We plan to add fault tolerance to the performance restore after it has reached the desired performance.
Based on the current architecture of the performant restore, adding fault tolerance should not be super hard, although not easy.
TODOs for supporting fault tolerance in the performance restore:
- [ ] Failure detection: Use the destination FDB cluster's coordinators to monitor the restore master; Use the restore master to monitor the restore workers. It is similar to how FDB handles failures before FDB 6.3.

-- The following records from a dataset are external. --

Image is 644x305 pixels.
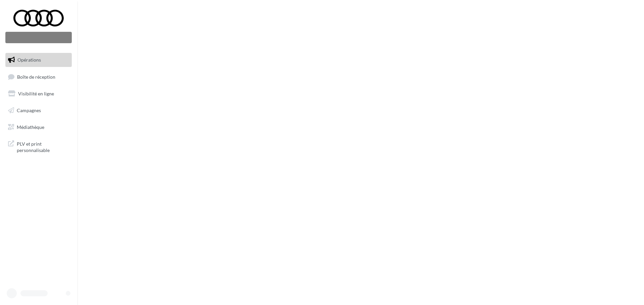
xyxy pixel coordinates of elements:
span: Médiathèque [17,124,44,130]
span: PLV et print personnalisable [17,140,69,154]
span: Opérations [18,57,41,63]
span: Visibilité en ligne [18,91,54,96]
a: Campagnes [4,104,73,118]
span: Boîte de réception [17,74,55,79]
a: Médiathèque [4,120,73,135]
a: Opérations [4,53,73,67]
a: PLV et print personnalisable [4,136,73,157]
a: Visibilité en ligne [4,87,73,101]
span: Campagnes [17,108,41,113]
a: Boîte de réception [4,70,73,84]
div: Nouvelle campagne [6,32,72,43]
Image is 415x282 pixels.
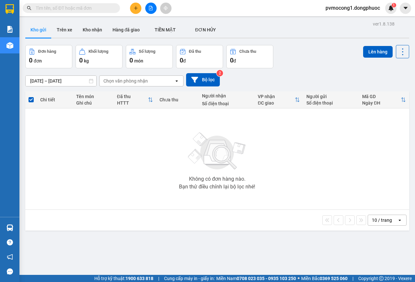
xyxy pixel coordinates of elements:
[233,58,236,64] span: đ
[139,49,155,54] div: Số lượng
[397,218,402,223] svg: open
[254,91,303,109] th: Toggle SortBy
[148,6,153,10] span: file-add
[34,58,42,64] span: đơn
[79,56,83,64] span: 0
[216,70,223,76] sup: 2
[7,269,13,275] span: message
[26,76,96,86] input: Select a date range.
[126,45,173,68] button: Số lượng0món
[189,177,245,182] div: Không có đơn hàng nào.
[362,94,401,99] div: Mã GD
[189,49,201,54] div: Đã thu
[306,100,356,106] div: Số điện thoại
[6,4,14,14] img: logo-vxr
[25,45,72,68] button: Đơn hàng0đơn
[320,276,347,281] strong: 0369 525 060
[88,49,108,54] div: Khối lượng
[402,5,408,11] span: caret-down
[76,94,111,99] div: Tên món
[114,91,156,109] th: Toggle SortBy
[258,94,294,99] div: VP nhận
[179,184,255,190] div: Bạn thử điều chỉnh lại bộ lọc nhé!
[164,275,215,282] span: Cung cấp máy in - giấy in:
[237,276,296,281] strong: 0708 023 035 - 0935 103 250
[76,45,122,68] button: Khối lượng0kg
[379,276,383,281] span: copyright
[76,100,111,106] div: Ghi chú
[25,22,52,38] button: Kho gửi
[176,45,223,68] button: Đã thu0đ
[38,49,56,54] div: Đơn hàng
[258,100,294,106] div: ĐC giao
[352,275,353,282] span: |
[183,58,186,64] span: đ
[297,277,299,280] span: ⚪️
[320,4,385,12] span: pvmocong1.dongphuoc
[186,73,220,87] button: Bộ lọc
[7,239,13,246] span: question-circle
[202,101,251,106] div: Số điện thoại
[400,3,411,14] button: caret-down
[84,58,89,64] span: kg
[6,225,13,231] img: warehouse-icon
[129,56,133,64] span: 0
[391,3,396,7] sup: 1
[230,56,233,64] span: 0
[52,22,77,38] button: Trên xe
[77,22,107,38] button: Kho nhận
[117,94,148,99] div: Đã thu
[6,26,13,33] img: solution-icon
[216,275,296,282] span: Miền Nam
[6,42,13,49] img: warehouse-icon
[195,27,216,32] span: ĐƠN HỦY
[226,45,273,68] button: Chưa thu0đ
[174,78,179,84] svg: open
[202,93,251,99] div: Người nhận
[134,58,143,64] span: món
[160,3,171,14] button: aim
[155,27,176,32] span: TIỀN MẶT
[301,275,347,282] span: Miền Bắc
[117,100,148,106] div: HTTT
[185,129,250,174] img: svg+xml;base64,PHN2ZyBjbGFzcz0ibGlzdC1wbHVnX19zdmciIHhtbG5zPSJodHRwOi8vd3d3LnczLm9yZy8yMDAwL3N2Zy...
[134,6,138,10] span: plus
[372,217,392,224] div: 10 / trang
[40,97,70,102] div: Chi tiết
[359,91,409,109] th: Toggle SortBy
[163,6,168,10] span: aim
[27,6,31,10] span: search
[180,56,183,64] span: 0
[159,97,195,102] div: Chưa thu
[363,46,392,58] button: Lên hàng
[388,5,394,11] img: icon-new-feature
[103,78,148,84] div: Chọn văn phòng nhận
[36,5,112,12] input: Tìm tên, số ĐT hoặc mã đơn
[373,20,394,28] div: ver 1.8.138
[29,56,32,64] span: 0
[145,3,157,14] button: file-add
[392,3,395,7] span: 1
[306,94,356,99] div: Người gửi
[239,49,256,54] div: Chưa thu
[362,100,401,106] div: Ngày ĐH
[125,276,153,281] strong: 1900 633 818
[94,275,153,282] span: Hỗ trợ kỹ thuật:
[158,275,159,282] span: |
[7,254,13,260] span: notification
[130,3,141,14] button: plus
[107,22,145,38] button: Hàng đã giao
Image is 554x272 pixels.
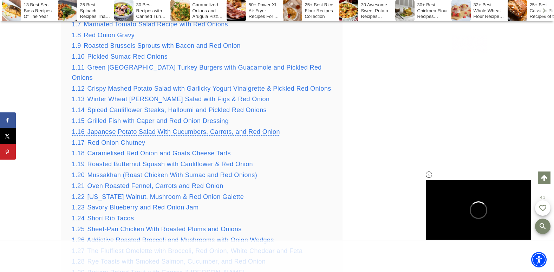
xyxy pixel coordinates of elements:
span: Pickled Sumac Red Onions [87,53,168,60]
a: 1.9 Roasted Brussels Sprouts with Bacon and Red Onion [72,42,241,49]
span: Red Onion Gravy [84,32,135,39]
span: Red Onion Chutney [87,139,145,146]
span: 1.25 [72,226,85,233]
span: 1.17 [72,139,85,146]
span: Oven Roasted Fennel, Carrots and Red Onion [87,182,223,189]
span: Savory Blueberry and Red Onion Jam [87,204,199,211]
a: 1.11 Green [GEOGRAPHIC_DATA] Turkey Burgers with Guacamole and Pickled Red Onions [72,64,322,81]
span: Sheet-Pan Chicken With Roasted Plums and Onions [87,226,242,233]
a: 1.15 Grilled Fish with Caper and Red Onion Dressing [72,117,229,124]
span: Spiced Cauliflower Steaks, Halloumi and Pickled Red Onions [87,106,267,113]
span: Crispy Mashed Potato Salad with Garlicky Yogurt Vinaigrette & Pickled Red Onions [87,85,331,92]
span: [US_STATE] Walnut, Mushroom & Red Onion Galette [87,193,244,200]
a: 1.16 Japanese Potato Salad With Cucumbers, Carrots, and Red Onion [72,128,280,136]
a: 1.17 Red Onion Chutney [72,139,145,146]
a: 1.8 Red Onion Gravy [72,32,135,39]
span: 1.11 [72,64,85,71]
span: Green [GEOGRAPHIC_DATA] Turkey Burgers with Guacamole and Pickled Red Onions [72,64,322,81]
span: Mussakhan (Roast Chicken With Sumac and Red Onions) [87,171,258,178]
a: 1.25 Sheet-Pan Chicken With Roasted Plums and Onions [72,226,242,233]
span: 1.22 [72,193,85,200]
span: 1.9 [72,42,81,49]
a: 1.7 Marinated Tomato Salad Recipe with Red Onions [72,21,228,28]
a: 1.14 Spiced Cauliflower Steaks, Halloumi and Pickled Red Onions [72,106,267,113]
a: Scroll to top [538,171,550,184]
span: Marinated Tomato Salad Recipe with Red Onions [84,21,228,28]
span: 1.26 [72,236,85,243]
a: 1.10 Pickled Sumac Red Onions [72,53,168,60]
a: 1.12 Crispy Mashed Potato Salad with Garlicky Yogurt Vinaigrette & Pickled Red Onions [72,85,331,92]
span: 1.20 [72,171,85,178]
span: 1.13 [72,96,85,103]
span: 1.10 [72,53,85,60]
span: 1.16 [72,128,85,135]
iframe: Advertisement [149,240,405,272]
a: 1.18 Caramelised Red Onion and Goats Cheese Tarts [72,150,231,157]
iframe: Advertisement [374,35,487,53]
span: Grilled Fish with Caper and Red Onion Dressing [87,117,229,124]
span: 1.8 [72,32,81,39]
a: 1.23 Savory Blueberry and Red Onion Jam [72,204,199,211]
a: 1.22 [US_STATE] Walnut, Mushroom & Red Onion Galette [72,193,244,200]
span: Roasted Brussels Sprouts with Bacon and Red Onion [84,42,241,49]
span: Roasted Butternut Squash with Cauliflower & Red Onion [87,161,253,168]
span: Caramelised Red Onion and Goats Cheese Tarts [87,150,231,157]
a: 1.24 Short Rib Tacos [72,215,134,222]
a: 1.19 Roasted Butternut Squash with Cauliflower & Red Onion [72,161,253,168]
span: Addictive Roasted Broccoli and Mushrooms with Onion Wedges [87,236,274,243]
span: 1.14 [72,106,85,113]
a: 1.13 Winter Wheat [PERSON_NAME] Salad with Figs & Red Onion [72,96,270,103]
span: 1.18 [72,150,85,157]
div: Accessibility Menu [531,252,547,267]
span: 1.12 [72,85,85,92]
span: 1.15 [72,117,85,124]
span: 1.23 [72,204,85,211]
span: 1.7 [72,21,81,28]
span: 1.19 [72,161,85,168]
span: Winter Wheat [PERSON_NAME] Salad with Figs & Red Onion [87,96,270,103]
span: Short Rib Tacos [87,215,134,222]
span: 1.24 [72,215,85,222]
a: 1.26 Addictive Roasted Broccoli and Mushrooms with Onion Wedges [72,236,274,243]
span: Japanese Potato Salad With Cucumbers, Carrots, and Red Onion [87,128,280,135]
a: 1.21 Oven Roasted Fennel, Carrots and Red Onion [72,182,223,189]
a: 1.20 Mussakhan (Roast Chicken With Sumac and Red Onions) [72,171,258,178]
span: 1.21 [72,182,85,189]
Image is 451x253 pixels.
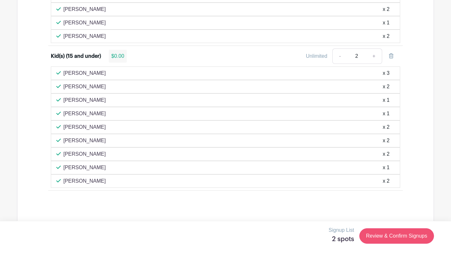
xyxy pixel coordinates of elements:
div: Unlimited [306,52,327,60]
div: x 2 [383,32,390,40]
div: x 1 [383,110,390,118]
p: [PERSON_NAME] [63,164,106,172]
div: x 2 [383,83,390,91]
p: [PERSON_NAME] [63,137,106,145]
div: x 2 [383,137,390,145]
p: [PERSON_NAME] [63,110,106,118]
a: - [332,49,347,64]
div: x 1 [383,164,390,172]
a: Review & Confirm Signups [359,229,434,244]
div: $0.00 [109,50,127,63]
p: [PERSON_NAME] [63,5,106,13]
p: [PERSON_NAME] [63,83,106,91]
p: Signup List [329,227,354,235]
div: x 3 [383,69,390,77]
div: x 2 [383,151,390,158]
p: [PERSON_NAME] [63,151,106,158]
p: [PERSON_NAME] [63,19,106,27]
div: x 2 [383,124,390,131]
div: x 1 [383,19,390,27]
h5: 2 spots [329,236,354,244]
div: Kid(s) (15 and under) [51,52,101,60]
p: [PERSON_NAME] [63,69,106,77]
a: + [366,49,382,64]
div: x 2 [383,5,390,13]
p: [PERSON_NAME] [63,124,106,131]
div: x 1 [383,97,390,104]
p: [PERSON_NAME] [63,97,106,104]
div: x 2 [383,178,390,185]
p: [PERSON_NAME] [63,178,106,185]
p: [PERSON_NAME] [63,32,106,40]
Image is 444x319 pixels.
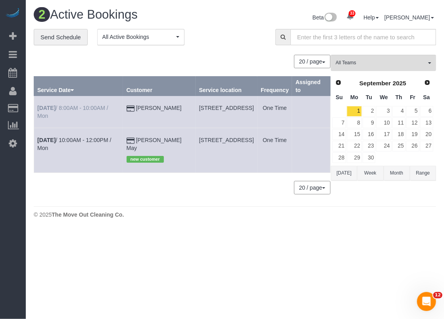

- [ ] Progress checkpoint: Restore master checkpoints the progress of each version batch; each restore applier saves the key-ranges it has applied to DB in each version batch. The checkpoint data is saved in the special system key space in the destination DB;
- [ ] Recovery: At recovery, restore master needs to (1) pause/terminate any ongoing work on restore workers; (2) figure out the restore point from the checkpoints; (3) restore the left-over progress in the ongoing version batches and the version batches after that. Note: Recovery should try to avoid the same failure happen again in the next epoch.